32. Carruthers and Espeland used a sample of accounting textbooks over several centuries drawn from the holdings of the Goldsmiths’-Kress Library of Economic Literature (Citation1991, 35).

33. Among others, see Postel-Vinay’s call (Citation1998) to rethink peasants’ social networks and their capacities for accessing information, credit, and markets, far from ‘a vision of peasants attached to their fields, their lord, their landlord […] with professional and family trajectories remaining restricted within the limits of the farmyard or the hamlet’ (15).

34. These works have discussed in particular the introduction of a capitalist relation of production in agriculture, land rent as a central point in the exploitation of the peasantry, the proletarisation of the poorest peasants, etc. For an overview of these arguments, see Gavignaud (Citation1978) and for a fuller discussion, Postel-Vinay (Citation1971) and Mollard (Citation1975).

35. Koning (Citation1994) presents a comparative analysis of agrarian policies in the UK, Germany, the Netherlands, and the USA from 1846 to 1919, concluding that agriculture failed to establish itself as a profitable industry independent of government.
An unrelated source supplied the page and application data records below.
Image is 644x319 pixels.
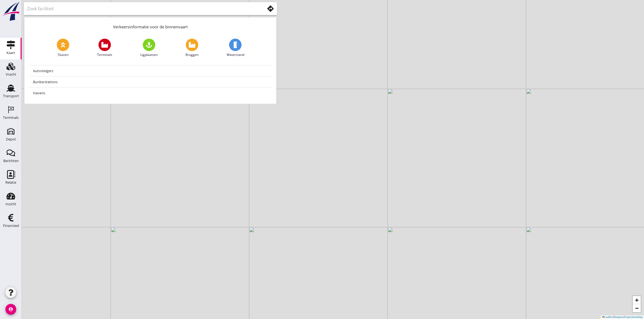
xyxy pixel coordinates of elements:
span: Ligplaatsen [140,53,158,57]
div: Bunkerstations [33,79,268,85]
input: Zoek faciliteit [27,4,257,13]
div: Kaart [7,51,15,55]
div: Depot [6,137,16,141]
a: Sluizen [57,39,69,57]
span: + [635,297,639,303]
div: Verkeersinformatie voor de binnenvaart [24,17,277,34]
a: Bruggen [186,39,198,57]
a: Zoom out [633,304,641,312]
span: Waterstand [227,53,244,57]
img: logo-small.a267ee39.svg [1,1,20,21]
a: Waterstand [227,39,244,57]
a: Leaflet [602,316,612,319]
div: Havens [33,90,268,96]
div: Berichten [3,159,19,163]
div: Autosteigers [33,68,268,74]
a: Terminals [97,39,112,57]
div: Vracht [6,73,16,76]
a: OpenStreetMap [625,316,643,319]
div: Transport [3,94,19,98]
span: Terminals [97,53,112,57]
div: Inzicht [5,202,16,206]
span: − [635,305,639,311]
div: Relatie [5,181,16,184]
span: Sluizen [57,53,68,57]
a: Mapbox [615,316,624,319]
a: Ligplaatsen [140,39,158,57]
div: Financieel [3,224,19,228]
div: Terminals [3,116,19,119]
a: Zoom in [633,296,641,304]
span: Bruggen [186,53,198,57]
div: © © [601,316,644,319]
i: account_circle [5,304,16,315]
span: | [613,316,613,319]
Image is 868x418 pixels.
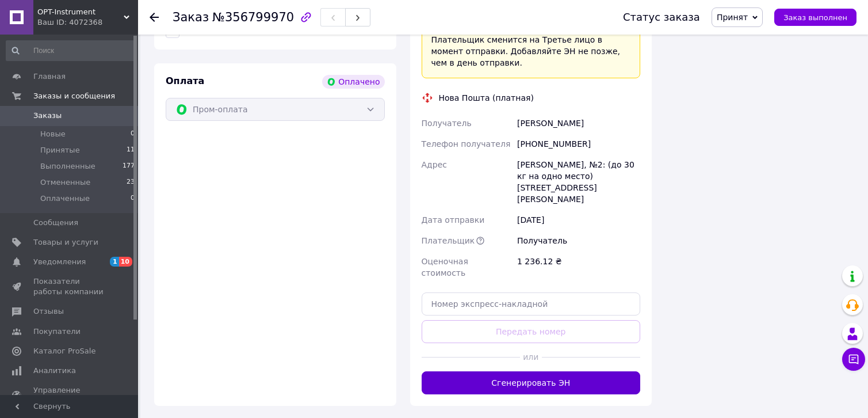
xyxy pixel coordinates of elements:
[515,251,643,283] div: 1 236.12 ₴
[33,91,115,101] span: Заказы и сообщения
[515,154,643,209] div: [PERSON_NAME], №2: (до 30 кг на одно место) [STREET_ADDRESS][PERSON_NAME]
[436,92,536,104] div: Нова Пошта (платная)
[33,257,85,267] span: Уведомления
[40,193,90,204] span: Оплаченные
[842,347,865,370] button: Чат с покупателем
[40,161,95,171] span: Выполненные
[515,113,643,134] div: [PERSON_NAME]
[422,292,641,315] input: Номер экспресс-накладной
[422,139,511,148] span: Телефон получателя
[149,12,159,23] div: Вернуться назад
[33,72,66,82] span: Главная
[33,217,78,227] span: Сообщения
[515,134,643,154] div: [PHONE_NUMBER]
[422,118,472,127] span: Получатель
[33,306,64,316] span: Отзывы
[38,17,138,28] div: Ваш ID: 4072368
[130,129,135,139] span: 0
[784,13,847,22] span: Заказ выполнен
[515,209,643,230] div: [DATE]
[40,129,66,139] span: Новые
[123,161,135,171] span: 177
[166,75,204,86] span: Оплата
[717,13,748,22] span: Принят
[33,385,106,405] span: Управление сайтом
[520,351,542,362] span: или
[130,193,135,204] span: 0
[33,326,81,336] span: Покупатели
[33,365,76,376] span: Аналитика
[623,12,700,23] div: Статус заказа
[432,34,631,69] div: Плательщик сменится на Третье лицо в момент отправки. Добавляйте ЭН не позже, чем в день отправки.
[126,177,135,188] span: 23
[33,110,61,121] span: Заказы
[422,160,447,169] span: Адрес
[119,257,132,267] span: 10
[33,237,98,248] span: Товары и услуги
[33,276,106,297] span: Показатели работы компании
[322,75,384,89] div: Оплачено
[515,230,643,251] div: Получатель
[422,236,475,245] span: Плательщик
[422,257,468,277] span: Оценочная стоимость
[33,346,95,356] span: Каталог ProSale
[172,10,209,24] span: Заказ
[126,145,135,155] span: 11
[213,10,294,24] span: №356799970
[38,7,124,17] span: OPT-Instrument
[422,215,485,225] span: Дата отправки
[422,371,641,394] button: Сгенерировать ЭН
[775,8,856,26] button: Заказ выполнен
[40,177,91,188] span: Отмененные
[5,40,136,61] input: Поиск
[40,145,80,155] span: Принятые
[110,257,119,267] span: 1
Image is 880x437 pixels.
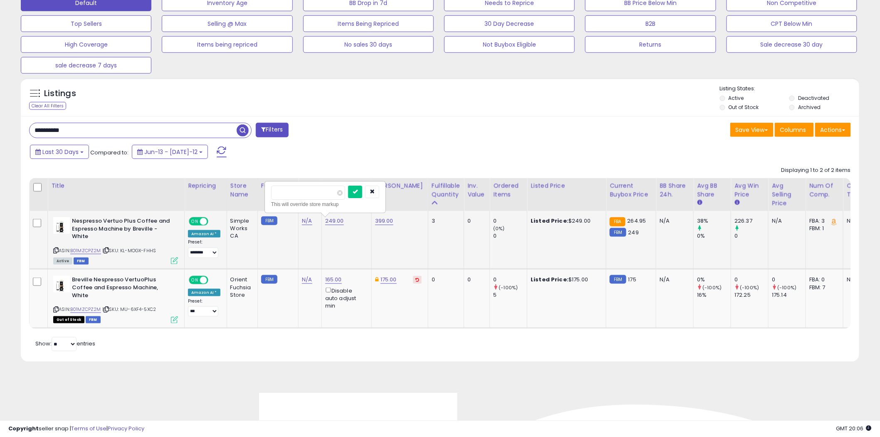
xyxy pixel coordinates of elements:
div: Avg Selling Price [772,181,803,208]
button: Save View [731,123,774,137]
a: 399.00 [375,217,394,225]
div: FBA: 0 [810,276,837,283]
span: Jun-13 - [DATE]-12 [144,148,198,156]
small: Avg BB Share. [697,199,702,206]
div: FBM: 7 [810,284,837,291]
div: Avg BB Share [697,181,728,199]
b: Listed Price: [531,217,569,225]
div: 5 [494,291,527,299]
small: FBM [261,275,278,284]
h5: Listings [44,88,76,99]
div: Displaying 1 to 2 of 2 items [782,166,851,174]
div: [PERSON_NAME] [375,181,425,190]
label: Out of Stock [729,104,759,111]
div: Fulfillable Quantity [432,181,461,199]
div: Preset: [188,239,221,258]
button: Top Sellers [21,15,151,32]
div: 38% [697,217,731,225]
div: N/A [772,217,800,225]
button: Selling @ Max [162,15,293,32]
div: Preset: [188,298,221,317]
div: N/A [660,276,687,283]
img: 31wfaCcDIWL._SL40_.jpg [53,217,70,234]
div: 0% [697,276,731,283]
div: Simple Works CA [231,217,251,240]
div: 16% [697,291,731,299]
span: FBM [86,316,101,323]
div: Ordered Items [494,181,524,199]
div: 226.37 [735,217,769,225]
span: ON [190,218,200,225]
span: | SKU: MU-6XF4-5XC2 [102,306,156,312]
div: Fulfillment [261,181,295,190]
div: 0 [432,276,458,283]
div: Inv. value [468,181,486,199]
button: Not Buybox Eligible [444,36,575,53]
small: FBM [610,275,626,284]
span: Last 30 Days [42,148,79,156]
div: 175.14 [772,291,806,299]
button: Returns [585,36,716,53]
span: OFF [207,277,221,284]
div: Amazon AI * [188,289,221,296]
button: sale decrease 7 days [21,57,151,74]
div: $175.00 [531,276,600,283]
div: Title [51,181,181,190]
span: Columns [781,126,807,134]
div: 0 [494,276,527,283]
button: Items being repriced [162,36,293,53]
button: CPT Below Min [727,15,858,32]
span: FBM [74,258,89,265]
button: Columns [775,123,814,137]
small: FBA [610,217,625,226]
div: This will override store markup [271,200,379,208]
a: 249.00 [325,217,344,225]
div: 0 [468,276,484,283]
button: B2B [585,15,716,32]
small: FBM [610,228,626,237]
div: 0 [772,276,806,283]
div: 0 [468,217,484,225]
div: 0 [494,217,527,225]
button: 30 Day Decrease [444,15,575,32]
small: (-100%) [703,284,722,291]
div: Current Buybox Price [610,181,653,199]
div: Amazon AI * [188,230,221,238]
div: BB Share 24h. [660,181,690,199]
div: 0 [735,276,769,283]
small: Avg Win Price. [735,199,740,206]
div: Num of Comp. [810,181,840,199]
img: 31wfaCcDIWL._SL40_.jpg [53,276,70,293]
b: Breville Nespresso VertuoPlus Coffee and Espresso Machine, White [72,276,173,301]
a: N/A [302,217,312,225]
div: Listed Price [531,181,603,190]
button: Last 30 Days [30,145,89,159]
button: High Coverage [21,36,151,53]
button: Jun-13 - [DATE]-12 [132,145,208,159]
small: (-100%) [741,284,760,291]
span: Compared to: [90,149,129,156]
b: Nespresso Vertuo Plus Coffee and Espresso Machine by Breville - White [72,217,173,243]
div: ASIN: [53,217,178,263]
span: All listings currently available for purchase on Amazon [53,258,72,265]
div: 0 [735,232,769,240]
div: 172.25 [735,291,769,299]
small: (0%) [494,225,505,232]
div: 3 [432,217,458,225]
a: N/A [302,275,312,284]
div: Repricing [188,181,223,190]
button: Sale decrease 30 day [727,36,858,53]
label: Deactivated [799,94,830,102]
button: Items Being Repriced [303,15,434,32]
button: No sales 30 days [303,36,434,53]
div: Orient Fuchsia Store [231,276,251,299]
span: OFF [207,218,221,225]
button: Actions [816,123,851,137]
span: 249 [629,228,639,236]
span: ON [190,277,200,284]
div: Disable auto adjust min [325,286,365,310]
a: 165.00 [325,275,342,284]
label: Active [729,94,744,102]
a: B01MZCPZ2M [70,247,101,254]
span: 175 [629,275,637,283]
Moser and Varley (Citation2013) contend that agriculture was finally integrated into capitalism through a process of subordination; Herment locates capitalist development both upstream and downstream from the farm.

36. For more details on farmers’ writing practices, see my historical and ethnographic research on the role of the agenda (a kind of diary or notebook) (Joly Citation2000, Citation2009).

Additional information

Funding

I would like to acknowledge the financial support of UMR CESAER (INRA 1041).